Daily Mail

Rise of the ‘rent till you drop’ generation

- By James Salmon Associate City Editor

A DRAMATIC fall in middle- aged homeowners has fuelled fears that more people will be forced to rent until they die.

Young people are now far less likely to own their own home, a report by the Office for National Statistics has revealed.

As property prices have risen faster than wages, a third of people in their mid-30s to mid-40s were tenants in 2017 – compared with fewer than one in ten in 1997.

This age group is three times more likely to be renting than 20 years ago. The figures emerge ahead of next month’s Budget when Chancellor Sajid Javid is expected to announce plans to tackle the shortage of affordable housing by offering discounts to first-time buyers.
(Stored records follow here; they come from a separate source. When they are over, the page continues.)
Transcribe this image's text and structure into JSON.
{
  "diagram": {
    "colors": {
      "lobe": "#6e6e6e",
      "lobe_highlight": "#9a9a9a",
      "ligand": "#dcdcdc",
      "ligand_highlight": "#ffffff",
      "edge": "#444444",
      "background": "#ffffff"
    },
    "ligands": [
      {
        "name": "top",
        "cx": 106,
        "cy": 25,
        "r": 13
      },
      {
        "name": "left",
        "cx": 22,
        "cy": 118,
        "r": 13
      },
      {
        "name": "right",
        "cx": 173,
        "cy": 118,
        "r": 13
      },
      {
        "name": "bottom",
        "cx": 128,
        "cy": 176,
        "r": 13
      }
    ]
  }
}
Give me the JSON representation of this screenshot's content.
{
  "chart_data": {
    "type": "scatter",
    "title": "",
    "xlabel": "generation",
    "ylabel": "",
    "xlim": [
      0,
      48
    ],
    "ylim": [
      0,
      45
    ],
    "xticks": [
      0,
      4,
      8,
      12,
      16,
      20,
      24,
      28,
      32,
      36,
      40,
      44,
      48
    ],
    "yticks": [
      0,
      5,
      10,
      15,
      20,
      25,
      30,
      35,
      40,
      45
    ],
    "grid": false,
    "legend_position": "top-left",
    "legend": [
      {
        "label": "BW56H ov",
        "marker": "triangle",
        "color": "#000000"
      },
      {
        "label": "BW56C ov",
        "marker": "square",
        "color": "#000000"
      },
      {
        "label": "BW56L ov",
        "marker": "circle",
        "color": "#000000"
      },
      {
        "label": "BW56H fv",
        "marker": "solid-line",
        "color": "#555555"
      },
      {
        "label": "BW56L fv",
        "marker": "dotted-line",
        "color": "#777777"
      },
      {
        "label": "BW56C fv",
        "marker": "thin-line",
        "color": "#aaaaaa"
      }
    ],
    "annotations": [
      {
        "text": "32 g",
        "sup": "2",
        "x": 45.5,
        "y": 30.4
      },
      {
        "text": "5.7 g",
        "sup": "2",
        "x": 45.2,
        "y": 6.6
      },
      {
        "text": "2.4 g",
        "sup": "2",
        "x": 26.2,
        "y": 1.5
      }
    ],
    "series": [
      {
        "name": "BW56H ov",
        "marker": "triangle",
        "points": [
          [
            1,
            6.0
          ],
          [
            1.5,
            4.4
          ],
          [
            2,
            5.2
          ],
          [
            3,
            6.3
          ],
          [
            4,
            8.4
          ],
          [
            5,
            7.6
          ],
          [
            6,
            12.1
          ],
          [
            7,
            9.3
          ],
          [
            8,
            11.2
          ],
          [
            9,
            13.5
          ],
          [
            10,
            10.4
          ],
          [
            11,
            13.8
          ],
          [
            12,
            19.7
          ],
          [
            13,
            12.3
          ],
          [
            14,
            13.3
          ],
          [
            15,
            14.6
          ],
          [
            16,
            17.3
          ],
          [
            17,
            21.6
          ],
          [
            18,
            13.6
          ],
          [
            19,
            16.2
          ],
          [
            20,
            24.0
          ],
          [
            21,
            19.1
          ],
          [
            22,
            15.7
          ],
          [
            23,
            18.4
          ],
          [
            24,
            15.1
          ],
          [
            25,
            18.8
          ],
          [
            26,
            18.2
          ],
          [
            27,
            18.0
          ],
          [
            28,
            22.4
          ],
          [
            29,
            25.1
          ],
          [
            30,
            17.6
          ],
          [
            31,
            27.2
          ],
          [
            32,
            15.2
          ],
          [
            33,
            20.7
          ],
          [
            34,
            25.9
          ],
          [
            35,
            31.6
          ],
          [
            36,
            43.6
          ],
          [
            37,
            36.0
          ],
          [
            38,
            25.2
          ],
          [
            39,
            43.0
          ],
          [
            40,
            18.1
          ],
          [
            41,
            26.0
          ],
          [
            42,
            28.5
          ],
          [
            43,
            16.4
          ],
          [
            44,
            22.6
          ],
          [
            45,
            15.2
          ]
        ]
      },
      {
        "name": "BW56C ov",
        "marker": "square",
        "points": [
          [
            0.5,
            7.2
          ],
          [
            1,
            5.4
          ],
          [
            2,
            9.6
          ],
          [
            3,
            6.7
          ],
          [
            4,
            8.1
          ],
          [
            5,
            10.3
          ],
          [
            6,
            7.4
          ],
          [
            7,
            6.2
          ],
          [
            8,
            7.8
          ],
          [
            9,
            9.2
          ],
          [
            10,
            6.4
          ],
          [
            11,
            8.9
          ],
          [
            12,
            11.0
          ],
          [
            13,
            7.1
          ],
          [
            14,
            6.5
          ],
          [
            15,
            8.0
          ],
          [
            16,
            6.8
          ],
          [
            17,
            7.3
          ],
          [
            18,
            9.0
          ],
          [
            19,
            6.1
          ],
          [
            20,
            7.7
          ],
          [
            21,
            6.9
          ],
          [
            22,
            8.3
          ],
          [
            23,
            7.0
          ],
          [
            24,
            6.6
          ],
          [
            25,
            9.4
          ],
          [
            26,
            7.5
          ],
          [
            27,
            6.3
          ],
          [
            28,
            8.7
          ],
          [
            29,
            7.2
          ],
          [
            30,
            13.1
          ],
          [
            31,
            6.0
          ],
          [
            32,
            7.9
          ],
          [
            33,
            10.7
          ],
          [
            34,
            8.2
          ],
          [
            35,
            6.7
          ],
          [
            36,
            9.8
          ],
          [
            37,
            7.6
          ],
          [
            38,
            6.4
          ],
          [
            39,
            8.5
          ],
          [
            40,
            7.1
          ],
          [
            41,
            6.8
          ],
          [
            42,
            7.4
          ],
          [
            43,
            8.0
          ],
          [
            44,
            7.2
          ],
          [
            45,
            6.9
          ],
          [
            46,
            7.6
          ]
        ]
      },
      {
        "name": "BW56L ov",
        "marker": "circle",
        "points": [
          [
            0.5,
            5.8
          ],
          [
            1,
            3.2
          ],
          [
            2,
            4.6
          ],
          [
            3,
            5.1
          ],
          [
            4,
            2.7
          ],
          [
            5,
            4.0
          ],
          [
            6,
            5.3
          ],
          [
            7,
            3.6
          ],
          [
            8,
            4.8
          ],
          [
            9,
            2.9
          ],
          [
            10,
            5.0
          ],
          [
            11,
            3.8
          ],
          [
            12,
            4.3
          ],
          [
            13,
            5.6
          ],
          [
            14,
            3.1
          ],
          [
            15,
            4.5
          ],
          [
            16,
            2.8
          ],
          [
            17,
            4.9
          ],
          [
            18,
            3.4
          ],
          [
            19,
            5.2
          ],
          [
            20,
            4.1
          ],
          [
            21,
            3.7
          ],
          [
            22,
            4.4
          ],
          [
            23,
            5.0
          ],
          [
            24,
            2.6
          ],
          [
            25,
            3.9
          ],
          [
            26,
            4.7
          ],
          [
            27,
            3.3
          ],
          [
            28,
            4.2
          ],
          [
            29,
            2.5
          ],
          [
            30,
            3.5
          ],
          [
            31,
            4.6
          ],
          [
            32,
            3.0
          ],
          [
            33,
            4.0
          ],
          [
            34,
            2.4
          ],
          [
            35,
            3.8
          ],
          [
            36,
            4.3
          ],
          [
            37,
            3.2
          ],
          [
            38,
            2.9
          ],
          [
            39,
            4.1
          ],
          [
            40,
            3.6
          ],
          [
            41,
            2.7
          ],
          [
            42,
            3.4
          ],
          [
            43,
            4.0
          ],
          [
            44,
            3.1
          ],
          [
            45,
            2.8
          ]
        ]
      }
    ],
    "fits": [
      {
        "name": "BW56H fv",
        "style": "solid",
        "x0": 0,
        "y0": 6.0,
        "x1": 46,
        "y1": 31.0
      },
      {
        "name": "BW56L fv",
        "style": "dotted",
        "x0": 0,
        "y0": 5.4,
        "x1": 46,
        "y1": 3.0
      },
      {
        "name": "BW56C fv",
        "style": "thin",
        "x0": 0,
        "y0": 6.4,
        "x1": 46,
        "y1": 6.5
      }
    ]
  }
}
The ONS said increases in the rental sector have been seen for all age groups apart from the very oldest, with the ‘increase particular­ly pronounced in mid-life’.

They warned that these ‘changes in housing tenure patterns could have implicatio­ns for what life will be like for older people in the future’. This is because while homeowners pay their own maintenanc­e costs, renting is more expensive.
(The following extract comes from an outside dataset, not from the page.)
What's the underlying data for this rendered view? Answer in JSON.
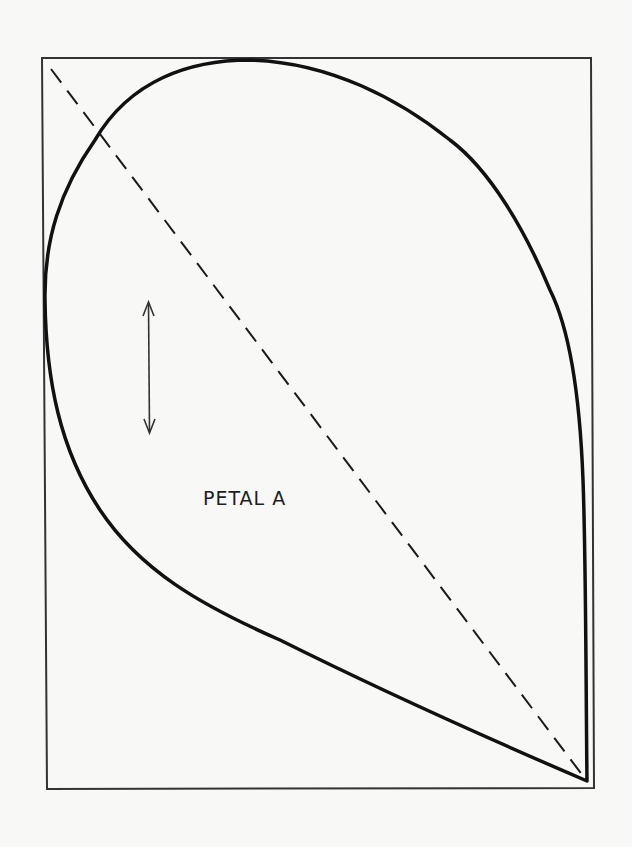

The report found that homeowners could maintain their living standards later in life with a pension pot of £260,000, while someone who rents privately would need almost double this – £445,000. Baroness Altmann, a former pensions minister, described the situation as a ‘vicious circle’ where rising property values are pushing up rent making it harder for tenants to save.

She added: ‘There is a danger that the number of people renting until they die will be much higher in future – which gives them less security and more stress.

‘It also means that the next generation will be poorer as they won’t have a property to pass on.’